Monday, June 7, 2010

A Living Memorial

(1 Samuel 7:7-12)

Below is a the Memorial Sunday sermon at Smith Chapel, how we can become an Ebenezer, a living memorial to God's help. After listening to Bishop Schnase describe the Wesleyan approach to salvation and sanctification through Grace, I thought it important for us to hear my take on friend Dorothy's story, part of the sermon below. The hymn of preparation was "Come Thou Fount of Every Blessing" and the Scripture reading was 1 Samuel 7:7-12.

Introduction

Ebenezer, in our song and our Scripture, “stone of help,” but also stone of remembrance for it helped them remember. Last Tuesday, we visited our stone of remembrance, the memorial stone of our son Jeff. Jeff would have been 48 on June 30th, one month from today. August 13th will be 30 years, but he will always be 18 to me. Jeff was Rosemary’s best friend. He was Curt’s constant companion. He was our son. In his short life, he had experienced more than most. He had a job that he loved, he had a girl that he loved, and who loved him in return. He had friends that he loved who cared about him. He was passionate about life. He loved life and it loved him in return. How do we memorialize a life so precious to us? How do you live in response to the love that he had given us? A stone of remembrance yes, but our best response is a life of remembrance, a life lived as a memorial to life of love that he lived. Our lives as a stone of remembrance.

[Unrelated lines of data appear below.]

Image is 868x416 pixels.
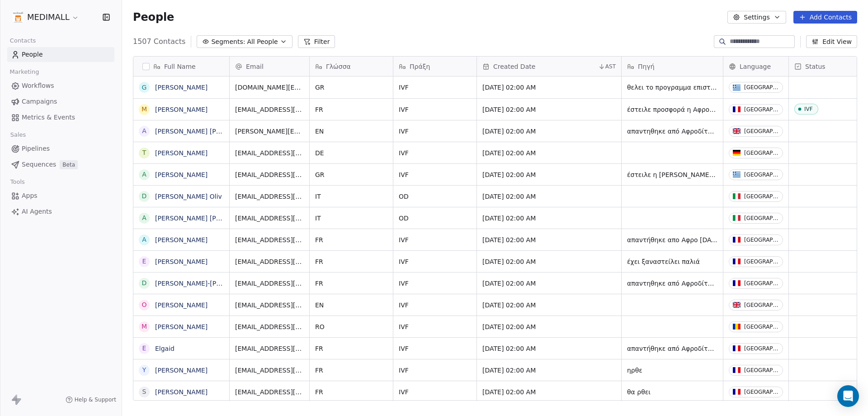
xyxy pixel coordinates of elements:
span: Workflows [21,81,54,90]
span: IVF [398,344,471,353]
span: [DATE] 02:00 AM [482,257,616,266]
span: Marketing [6,65,43,79]
div: A [142,127,146,136]
span: IVF [398,170,471,179]
span: απαντήθηκε από Αφροδίτη [DATE] [627,344,718,353]
span: Email [246,62,264,71]
span: Full Name [164,62,195,71]
div: D [142,192,147,201]
div: [GEOGRAPHIC_DATA] [744,106,778,113]
span: Γλώσσα [326,62,351,71]
span: MEDIMALL [27,12,70,23]
span: FR [315,344,388,353]
div: D [142,279,147,288]
span: [EMAIL_ADDRESS][DOMAIN_NAME] [235,105,304,114]
span: [EMAIL_ADDRESS][DOMAIN_NAME] [235,149,304,158]
span: ηρθε [627,366,718,375]
span: Sequences [21,159,56,169]
div: O [141,300,146,309]
span: [DATE] 02:00 AM [482,214,616,223]
span: θελει το προγραμμα επιστροφής χρημάτων / απαντήθηκε από Αφροδίτη [DATE] [627,83,718,92]
span: OD [398,214,471,223]
div: A [142,213,146,223]
span: FR [315,387,388,396]
span: [DATE] 02:00 AM [482,192,616,201]
a: Pipelines [7,141,114,156]
div: [GEOGRAPHIC_DATA] [744,389,778,395]
div: Full Name [133,57,229,76]
span: [DATE] 02:00 AM [482,83,616,92]
span: AST [605,63,616,70]
span: [EMAIL_ADDRESS][DOMAIN_NAME] [235,322,304,331]
span: [DATE] 02:00 AM [482,105,616,114]
div: T [142,148,146,158]
span: Πράξη [410,62,429,71]
span: έχει ξαναστείλει παλιά [627,257,718,266]
div: E [142,257,146,266]
a: [PERSON_NAME] [155,388,208,395]
span: AI Agents [21,207,52,216]
span: IT [315,214,388,223]
span: [PERSON_NAME][EMAIL_ADDRESS][DOMAIN_NAME] [235,127,304,136]
span: RO [315,322,388,331]
span: έστειλε προσφορά η Αφροδίτη [DATE] [627,105,718,114]
span: IVF [398,300,471,309]
a: [PERSON_NAME] [155,323,208,330]
div: [GEOGRAPHIC_DATA] [744,84,778,90]
div: A [142,235,146,244]
span: [EMAIL_ADDRESS][DOMAIN_NAME] [235,257,304,266]
span: IVF [398,149,471,158]
span: [DATE] 02:00 AM [482,300,616,309]
span: IVF [398,257,471,266]
span: Tools [7,175,29,189]
a: [PERSON_NAME] [155,84,208,91]
div: [GEOGRAPHIC_DATA] [744,172,778,178]
div: Πράξη [393,57,476,76]
div: [GEOGRAPHIC_DATA] [744,150,778,156]
span: IVF [398,387,471,396]
span: IVF [398,279,471,288]
div: [GEOGRAPHIC_DATA] [744,345,778,352]
button: MEDIMALL [11,10,81,25]
span: Status [805,62,825,71]
a: [PERSON_NAME] [PERSON_NAME] [PERSON_NAME] [155,215,317,222]
span: [DATE] 02:00 AM [482,149,616,158]
span: DE [315,149,388,158]
span: FR [315,235,388,244]
span: [DATE] 02:00 AM [482,127,616,136]
a: [PERSON_NAME] [PERSON_NAME] [155,127,262,135]
span: Sales [7,128,30,141]
span: [EMAIL_ADDRESS][DOMAIN_NAME] [235,344,304,353]
span: Contacts [6,34,39,48]
span: απαντηθηκε από Αφροδίτη [DATE] έστειλε προσφορά [627,127,718,136]
div: Created DateAST [477,57,621,76]
span: EN [315,300,388,309]
span: Language [740,62,770,71]
button: Filter [298,35,335,48]
span: FR [315,366,388,375]
span: Campaigns [21,97,57,106]
div: Open Intercom Messenger [837,385,859,407]
span: IVF [398,322,471,331]
span: Apps [21,191,38,201]
span: [DOMAIN_NAME][EMAIL_ADDRESS][PERSON_NAME][DOMAIN_NAME] [235,83,304,92]
div: [GEOGRAPHIC_DATA] [744,237,778,243]
span: [EMAIL_ADDRESS][DOMAIN_NAME] [235,366,304,375]
span: [DATE] 02:00 AM [482,279,616,288]
span: [DATE] 02:00 AM [482,366,616,375]
a: AI Agents [7,204,114,219]
span: [EMAIL_ADDRESS][PERSON_NAME][DOMAIN_NAME] [235,235,304,244]
div: Γλώσσα [310,57,393,76]
span: 1507 Contacts [133,36,186,47]
a: Apps [7,188,114,203]
a: Help & Support [66,396,116,403]
span: [DATE] 02:00 AM [482,387,616,396]
span: Beta [60,160,78,169]
span: [DATE] 02:00 AM [482,344,616,353]
button: Add Contacts [793,11,857,24]
a: [PERSON_NAME] [155,171,208,178]
a: Workflows [7,78,114,93]
span: IVF [398,83,471,92]
span: [EMAIL_ADDRESS][DOMAIN_NAME] [235,192,304,201]
a: [PERSON_NAME] [155,236,208,243]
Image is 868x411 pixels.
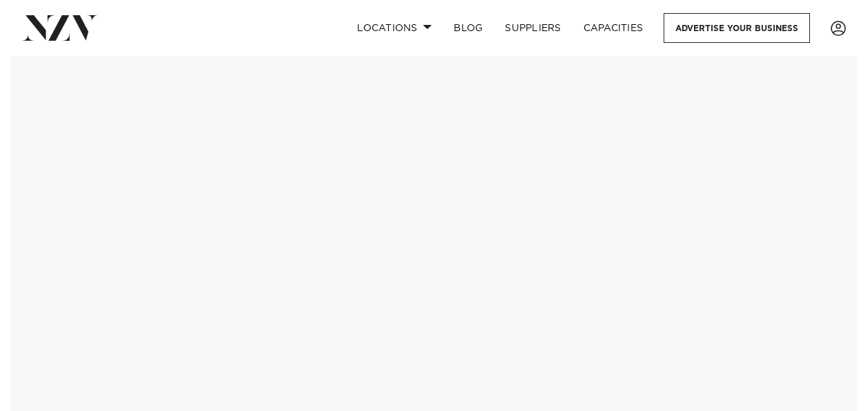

Sometimes when tragedy happens, we have trouble even getting on with life, let alone living our lives. We have the question in our hearts continually, the question that has plagued humankind since the beginning, the question that in so many cases drives people away from the Christian faith. The question of course is “Why do bad things happen to good people?”

Body

You’ve all asked that question. Certainly Ilene has asked the question. Certainly Cecil has asked the question. When we think of Julie, I think we all ask the question. My hunch is that every single one of you have asked. Many times with unsatisfactory answers, many unsatisfactory answers from good, well-intentioned people. They say, “It was all part of God’s plan.” Or “God takes the very best for his own.” Or “God loved him the most.” Well, then, I don’t want God to love him. In fact, I don’t want a God that had it in his plan to snatch Jeff from us. How can we have faith in such a God? How can we raise a stone, a memorial to such a God?

It’s the kind of thing you might have heard from your friends. It’s the kind of thing you might hear from the more vocal of the Christian community today. “God has a plan. It was all part of God’s plan.” It’s the kind of thing that drives many away from the faith. You might have heard it, but you won’t hear it here. It is not Methodist. It is not Wesleyan. It’s not part of our DNA.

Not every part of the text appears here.